The remainder became dedicated to serving collieries and other mineral workings, and was successively extended in the remote hills south of Brampton.
In the seventeenth century and subsequently the Earls of Carlisle developed the workings, and it appears that by 1775 wooden railways were in use on Tindale Fell for short-distance movement of small wagons.
Dendy Marshall (1971) explains: A railway of 5½ miles in length was made in 1775, from the Earl of Carlisle's colliery at Tindale Fell to Brampton.
[2]Lee disagrees with this account: Mr. Dendy Marshall ... quotes no authority for the assertion, and the present writer’s researches tend strongly to indicate that the line through to Brampton was built more than two decades later.
There were probably wooden wagonways at Tindale Fell colliery as early as 1775, but it seems clear that the through line to Brampton was built by the Earl of Carlisle about 1798.
[1]A through line to Brampton was constructed in 1798, reaching the staithes there, and the first wagon of coal was brought down from Tindale Fell colliery in April 1799.
[3] Thompson wrote (in 1900): "I doubt if anyone now living can say accurately when this tram road was made; it is marked on old maps as far back I believe as 1774, and was probably in existence long before that.
Quoting a letter from James Thompson ("the Colliery Agent of the Earl of Carlisle") he says that "apprehensions of lamination and exfoliation are entirely groundless.
Thompson's letter of 7 December 1824 is reproduced, saying: ... having under my care a Rail-way, whereon several Miles both of Cast and Wrought Iron Rails are used, I have sent you herewith a Piece of the latter, which has been laid sixteen Years, and certainly has no Appearance of Lamination...
The railway was extended east from Tindale Fell to the Midgeholme pithead, and a branch of three miles was laid to Blacksyke, with a spur to serve a limestone quarry.
[3][1] For decades there had been consideration of linking Newcastle and Carlisle, representing the North Sea and the Solway Firth, by some improved means of transport.
[9] In those few days his traffic had used gravitation from Milton down to Carlisle, the horses riding in dandy carts, and hauling the empty wagons back.
[13] W. B. Thompson described the working: The present line falls with a very severe gradient towards the town of Brampton, and the practice used to be to allow the wagons full of coal to run down by gravity, and then, when the load had been discharged, to draw them back empty by horses.

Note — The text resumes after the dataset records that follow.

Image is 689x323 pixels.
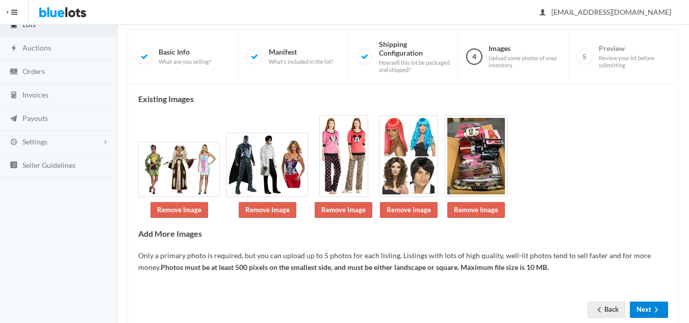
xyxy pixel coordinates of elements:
[138,229,668,238] h4: Add More Images
[629,301,668,317] button: Nextarrow forward
[587,301,625,317] a: arrow backBack
[319,115,368,197] img: 06f6c8ea-514e-4d0c-83d8-dc18a9eb2860-1757628740.jpg
[598,44,670,68] span: Preview
[9,91,19,100] ion-icon: calculator
[314,202,372,218] a: Remove Image
[447,202,505,218] a: Remove Image
[444,115,507,197] img: d8779999-fe5a-47c4-a67c-b73699a8e8c0-1758579061.jpeg
[9,67,19,77] ion-icon: cash
[9,114,19,124] ion-icon: paper plane
[488,55,560,68] span: Upload some photos of your inventory
[576,48,592,65] span: 5
[9,161,19,170] ion-icon: list box
[159,58,211,65] span: What are you selling?
[379,40,450,73] span: Shipping Configuration
[22,90,48,99] span: Invoices
[226,133,308,197] img: 1ada01b4-8df5-4164-a141-f3b59bd58d8f-1757628739.jpg
[138,94,668,103] h4: Existing Images
[540,8,671,16] span: [EMAIL_ADDRESS][DOMAIN_NAME]
[466,48,482,65] span: 4
[22,114,48,122] span: Payouts
[594,305,604,315] ion-icon: arrow back
[651,305,661,315] ion-icon: arrow forward
[598,55,670,68] span: Review your lot before submitting
[269,47,333,65] span: Manifest
[22,67,45,75] span: Orders
[269,58,333,65] span: What's included in the lot?
[22,137,47,146] span: Settings
[159,47,211,65] span: Basic Info
[138,250,668,273] p: Only a primary photo is required, but you can upload up to 5 photos for each listing. Listings wi...
[22,161,75,169] span: Seller Guidelines
[9,20,19,30] ion-icon: clipboard
[22,20,36,29] span: Lots
[537,8,547,18] ion-icon: person
[9,138,19,147] ion-icon: cog
[9,44,19,54] ion-icon: flash
[239,202,296,218] a: Remove Image
[379,59,450,73] span: How will this lot be packaged and shipped?
[488,44,560,68] span: Images
[138,142,220,197] img: 37e42707-2757-45c4-a56d-d71e47aa7f2a-1757628739.jpg
[161,262,548,271] b: Photos must be at least 500 pixels on the smallest side, and must be either landscape or square. ...
[379,115,438,197] img: f960d070-aaa1-44dc-aa43-defc592e5136-1757628740.jpg
[22,43,51,52] span: Auctions
[150,202,208,218] a: Remove Image
[380,202,437,218] a: Remove Image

There was not a sufficient number of horses employed to deal with the whole of the traffic, so that a gradual accumulation of wagons at the Brampton terminus took place, and when the sidings were full a locomotive was sent down to clear the empties all away.It is perhaps worth adding that in spite of the absence of signals, continuous brakes, interlocking, and all other precautions dear to the Board of Trade, the passenger traffic was carried on all those years practically without an accident of any kind, the only case in which I can recall a passenger having received injury being one in which the injury was entirely attributable to his own negligence.
The colliery was not operated by Thompson and Sons, but the firm decided to extend their line from Midgeholme to Lambley, and join the N&CR there.

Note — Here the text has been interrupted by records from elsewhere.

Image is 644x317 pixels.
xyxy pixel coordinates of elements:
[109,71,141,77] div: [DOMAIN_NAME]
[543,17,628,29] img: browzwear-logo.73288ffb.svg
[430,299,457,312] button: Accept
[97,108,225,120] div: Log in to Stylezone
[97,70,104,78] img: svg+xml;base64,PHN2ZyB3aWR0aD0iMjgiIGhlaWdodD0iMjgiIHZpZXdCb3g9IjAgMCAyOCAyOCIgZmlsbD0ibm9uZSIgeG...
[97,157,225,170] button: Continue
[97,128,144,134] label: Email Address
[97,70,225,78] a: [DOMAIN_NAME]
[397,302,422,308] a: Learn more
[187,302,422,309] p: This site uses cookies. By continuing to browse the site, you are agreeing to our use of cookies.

[3] Brampton was an important township, with a population of about 3,500 at this time[15] and as a market town it received a considerable volume of goods and visitors.
In 1875, a deputation [had] waited upon the directors [of the North Eastern Railway] and endeavoured to induce them to make a branch line into Brampton...
In October however, a letter was received stating that the directors were not able to come to the conclusion that it was desirable for the company to undertake the construction of a branch line...
[17]The Thompson firm decided to respond for an agricultural fair on 13 November 1879 by hiring in a North Eastern Railway steam locomotive and carriages.
The Board of Trade inspector duly visited and required certain improvements; there was a 1 in 30 gradient on the branch, and there was no signalling or any normal railway safety system.
In the final years of the eighteenth century the mineral output of the area declined steeply, eventually only Roachburn colliery continuing in operation.
In 1908, there was an inundation at Roachburn killing three men; the tragedy affected the health of the surviving owner of Thompson and Sons, and he decided to close the business down.
[3][12] In 1927, the Kirkhouse Brick and Tile Works started production; the operation required shale for the firing and this was brought in from Forest Head, providing more business for the railway.
At this time the Prior and Minthill drifts were producing coal, as was Gairs, but the Tindale Granite Company was the most useful customer of the railway.
There were positive moves at Denton Fell and New Venture, and the company drove several new drifts at Midgeholme, which brought revitalised traffic to that end of the line from 1935; at the same time the Gairs was becoming worked out.
As owner of the railway it set rates for the conveyance of shale for the Kirkhouse brickworks, and it decided to increase these substantially; this led to the immediate transfer of the traffic to road, and the portion of the Blacksyke branch accordingly became moribund.
Many of the pits in the area declined, water inundation being a particular problem, and the National Coal Board increasingly used road transport to other railheads.